BEGIN

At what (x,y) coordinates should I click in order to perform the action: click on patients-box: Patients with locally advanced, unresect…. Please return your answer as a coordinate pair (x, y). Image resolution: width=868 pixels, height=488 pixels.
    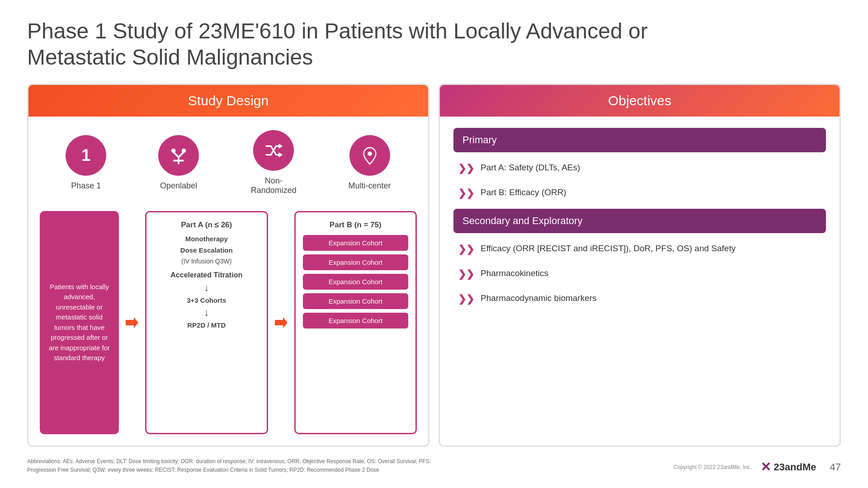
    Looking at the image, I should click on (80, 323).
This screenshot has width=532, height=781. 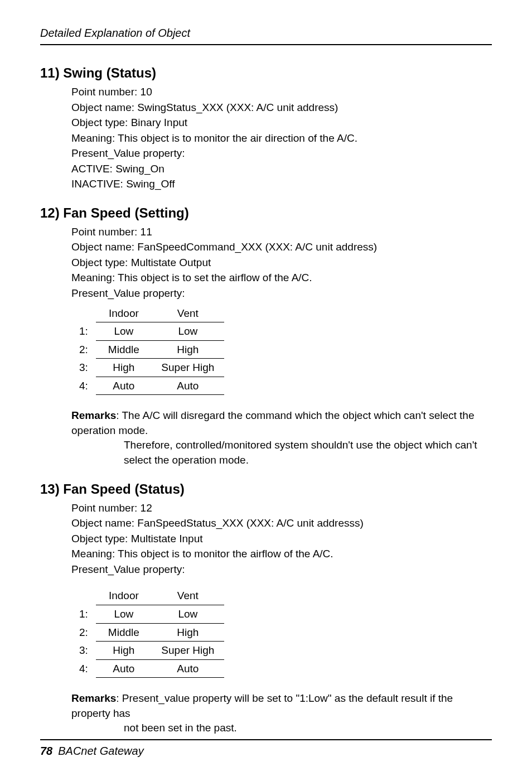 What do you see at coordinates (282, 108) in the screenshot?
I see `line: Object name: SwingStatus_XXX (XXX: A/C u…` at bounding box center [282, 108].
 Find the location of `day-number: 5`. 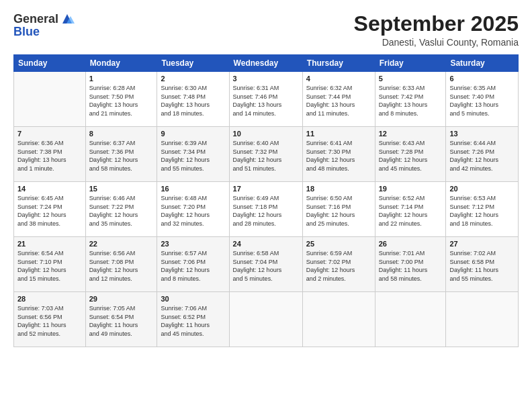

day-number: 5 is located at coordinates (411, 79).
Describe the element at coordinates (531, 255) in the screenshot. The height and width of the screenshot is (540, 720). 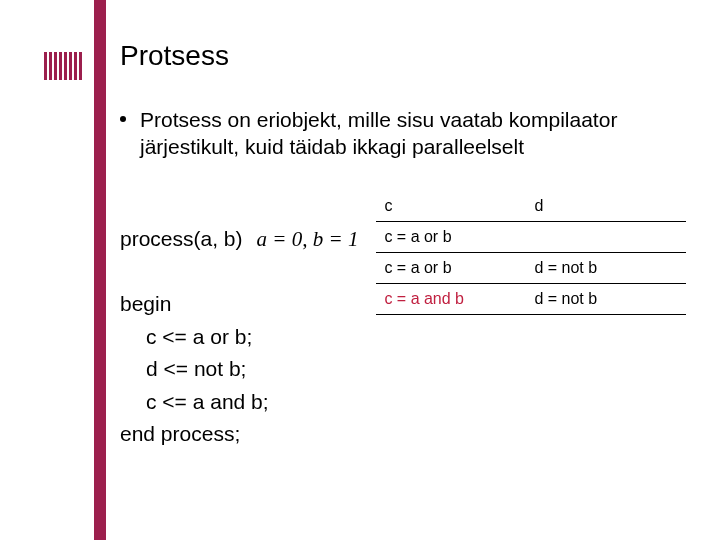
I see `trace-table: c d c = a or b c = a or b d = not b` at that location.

END

Starting at the line that contains "Find the location", write out exactly each line through the last one in the listing above, leaving out the pictures and adding nothing else.

## Answer to this task:
 Find the location of `day-number: 5`. 

day-number: 5 is located at coordinates (411, 79).
Describe the element at coordinates (531, 255) in the screenshot. The height and width of the screenshot is (540, 720). 
I see `trace-table: c d c = a or b c = a or b d = not b` at that location.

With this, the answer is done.